A 1998 book suggested Poe was beaten by three brothers of the woman he hoped to marry, but there are no reports that Poe had bodily injuries. Another theory proposes that Poe was poisoned by the coal gas that generated light in homes, but 21st-century forensic tests of locks of hair retained after his death showed no signs of poisoning by the heavy metals that coal emits when burned. Yet another suspect is rabies — Poe loved cats, Hal Poe said — but he didn’t show the common symptom of an inability to swallow water.

As for suicide, it seems unlikely, since Poe’s life was going well. He’d spent the summer in Richmond, “the city of his heart,” Dawidziak said. It looked as if new funding would help him finally achieve his dream of publishing a literary magazine. And he was in love with a woman he hoped to marry.

Dawidziak kept coming back to one possible solution to the mystery: tuberculosis, the disease that’s blamed for taking the life of his wife, Virginia — the cousin he’d famously married when she was 13 — as well as those of his parents and his foster mother.

“Almost every medical expert and pathologist that I have talked to said there is absolutely no question Poe had tuberculosis,” Dawidziak said. Specifically, he believes that Poe died of tuberculosis meningitis, which causes the membranes around the brain to swell. As his book explains, Poe probably had dormant tuberculosis for years, making it more likely that it would travel outside the lungs. He had appeared to be sick for some time before his death, and his symptoms, including fever and delusions, also would fit.

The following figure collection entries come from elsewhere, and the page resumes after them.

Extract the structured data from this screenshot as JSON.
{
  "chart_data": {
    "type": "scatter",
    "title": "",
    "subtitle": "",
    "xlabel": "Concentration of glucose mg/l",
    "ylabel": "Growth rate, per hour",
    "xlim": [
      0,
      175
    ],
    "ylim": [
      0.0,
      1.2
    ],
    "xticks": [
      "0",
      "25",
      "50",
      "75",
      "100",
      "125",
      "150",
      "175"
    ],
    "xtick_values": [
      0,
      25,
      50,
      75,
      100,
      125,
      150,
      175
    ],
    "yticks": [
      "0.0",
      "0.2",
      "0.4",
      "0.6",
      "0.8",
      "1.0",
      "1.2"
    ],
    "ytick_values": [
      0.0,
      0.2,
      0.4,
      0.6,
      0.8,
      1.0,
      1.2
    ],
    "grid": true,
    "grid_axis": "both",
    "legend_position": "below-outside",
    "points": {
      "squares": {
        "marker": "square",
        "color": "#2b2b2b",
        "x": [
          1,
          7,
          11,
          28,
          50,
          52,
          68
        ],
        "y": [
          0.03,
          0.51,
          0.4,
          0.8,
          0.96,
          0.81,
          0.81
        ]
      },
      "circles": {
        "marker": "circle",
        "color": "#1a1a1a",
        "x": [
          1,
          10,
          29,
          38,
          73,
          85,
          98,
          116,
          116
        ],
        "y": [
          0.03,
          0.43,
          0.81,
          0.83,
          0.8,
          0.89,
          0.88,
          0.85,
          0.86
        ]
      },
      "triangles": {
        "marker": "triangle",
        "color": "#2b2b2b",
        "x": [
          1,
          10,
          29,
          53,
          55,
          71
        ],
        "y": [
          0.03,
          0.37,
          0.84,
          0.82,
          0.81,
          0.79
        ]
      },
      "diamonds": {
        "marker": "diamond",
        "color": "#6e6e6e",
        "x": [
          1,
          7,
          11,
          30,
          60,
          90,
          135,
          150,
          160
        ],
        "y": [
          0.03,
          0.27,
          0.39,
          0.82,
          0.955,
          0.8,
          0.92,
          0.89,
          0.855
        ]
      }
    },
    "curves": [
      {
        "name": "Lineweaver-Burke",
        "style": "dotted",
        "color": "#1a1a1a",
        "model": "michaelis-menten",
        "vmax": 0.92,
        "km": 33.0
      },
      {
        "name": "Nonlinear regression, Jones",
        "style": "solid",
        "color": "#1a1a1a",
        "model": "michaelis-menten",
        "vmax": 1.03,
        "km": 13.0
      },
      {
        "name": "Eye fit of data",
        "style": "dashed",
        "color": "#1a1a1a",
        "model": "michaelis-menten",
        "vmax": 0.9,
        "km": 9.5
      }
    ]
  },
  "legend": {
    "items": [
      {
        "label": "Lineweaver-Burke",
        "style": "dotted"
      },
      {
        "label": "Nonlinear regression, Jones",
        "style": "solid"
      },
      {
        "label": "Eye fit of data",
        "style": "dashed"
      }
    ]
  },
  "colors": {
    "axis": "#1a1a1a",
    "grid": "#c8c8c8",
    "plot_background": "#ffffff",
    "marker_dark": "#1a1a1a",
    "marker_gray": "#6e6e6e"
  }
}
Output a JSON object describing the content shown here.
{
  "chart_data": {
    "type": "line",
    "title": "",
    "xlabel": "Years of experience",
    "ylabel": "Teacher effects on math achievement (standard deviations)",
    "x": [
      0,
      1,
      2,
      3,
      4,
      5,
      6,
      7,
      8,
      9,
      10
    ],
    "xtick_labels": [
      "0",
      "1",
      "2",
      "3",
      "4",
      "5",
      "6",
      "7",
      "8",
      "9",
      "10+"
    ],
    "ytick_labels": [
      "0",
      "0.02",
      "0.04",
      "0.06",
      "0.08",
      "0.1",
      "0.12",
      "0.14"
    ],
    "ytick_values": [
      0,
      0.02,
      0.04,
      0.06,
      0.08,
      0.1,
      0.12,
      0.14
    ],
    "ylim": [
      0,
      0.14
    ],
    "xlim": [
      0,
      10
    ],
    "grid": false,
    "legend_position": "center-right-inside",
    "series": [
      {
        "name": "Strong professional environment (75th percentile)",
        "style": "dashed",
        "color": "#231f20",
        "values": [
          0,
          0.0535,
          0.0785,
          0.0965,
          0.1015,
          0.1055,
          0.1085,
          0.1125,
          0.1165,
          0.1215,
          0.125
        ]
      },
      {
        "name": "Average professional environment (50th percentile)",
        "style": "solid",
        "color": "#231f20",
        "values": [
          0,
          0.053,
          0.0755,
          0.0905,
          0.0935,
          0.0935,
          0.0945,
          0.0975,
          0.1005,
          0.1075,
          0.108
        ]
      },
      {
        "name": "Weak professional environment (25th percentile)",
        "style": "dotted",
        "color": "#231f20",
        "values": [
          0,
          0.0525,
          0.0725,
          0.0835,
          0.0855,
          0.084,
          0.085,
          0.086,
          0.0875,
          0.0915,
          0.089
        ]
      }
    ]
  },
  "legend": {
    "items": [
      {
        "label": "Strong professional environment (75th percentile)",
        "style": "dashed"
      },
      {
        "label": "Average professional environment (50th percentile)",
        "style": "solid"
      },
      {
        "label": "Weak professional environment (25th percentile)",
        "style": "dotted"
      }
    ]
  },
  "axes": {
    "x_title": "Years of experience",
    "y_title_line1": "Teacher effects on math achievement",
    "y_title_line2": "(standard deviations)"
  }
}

Even if he didn’t have contact with infected relatives, it would have been hard for Poe to avoid infection. “There was an explosion of tuberculosis in the U.S. at this time,” and the majority of urban residents may have been infected, said health journalist Vidya Krishnan, author of 2022’s “The Phantom Plague: How Tuberculosis Shaped History.” The disease, like COVID-19, is spread through coughing and sneezing. And it didn’t help that the United States was a nation of spitters, as a disgusted Charles Dickens described it.

As for the meningitis, it’s not unusual for tuberculosis to spread throughout the body once someone is infected, Krishnan said. “It’s exactly like cancer,” she said. “I’ve met patients with TB in the eye, in their spine, in their ankle bone, in the spleen, the lymph nodes.”

If Poe did die of tuberculosis, he has illustrious company. The disease, also known as consumption, is blamed for the deaths of many well-known writers and musicians, including poet John Keats, composer Frédéric Chopin and at least two of the Brontë sisters.

But the slow, lingering deaths from the illness were hardly as “romantic” as they were often portrayed in 19th-century culture, Krishnan said.

It may be possible to learn more about Poe’s death by exhuming his body from its resting place in a Baltimore graveyard and examining his skull for signs of markings caused by meningitis. (This wouldn’t be a first for Poe: He was dug up in 1875 when his remains were moved to another part of the cemetery under a new monument dedicated to him. Witnesses made sure to inspect the well-preserved bones of the famous writer before he was reburied.)

But Jang, of the Edgar Allan Poe House & Museum, hopes the man considered to be the inventor of the detective story stays right where he is.

“I don’t want to disturb the dead,” she said, “and his death being a mystery is very satisfying to me.”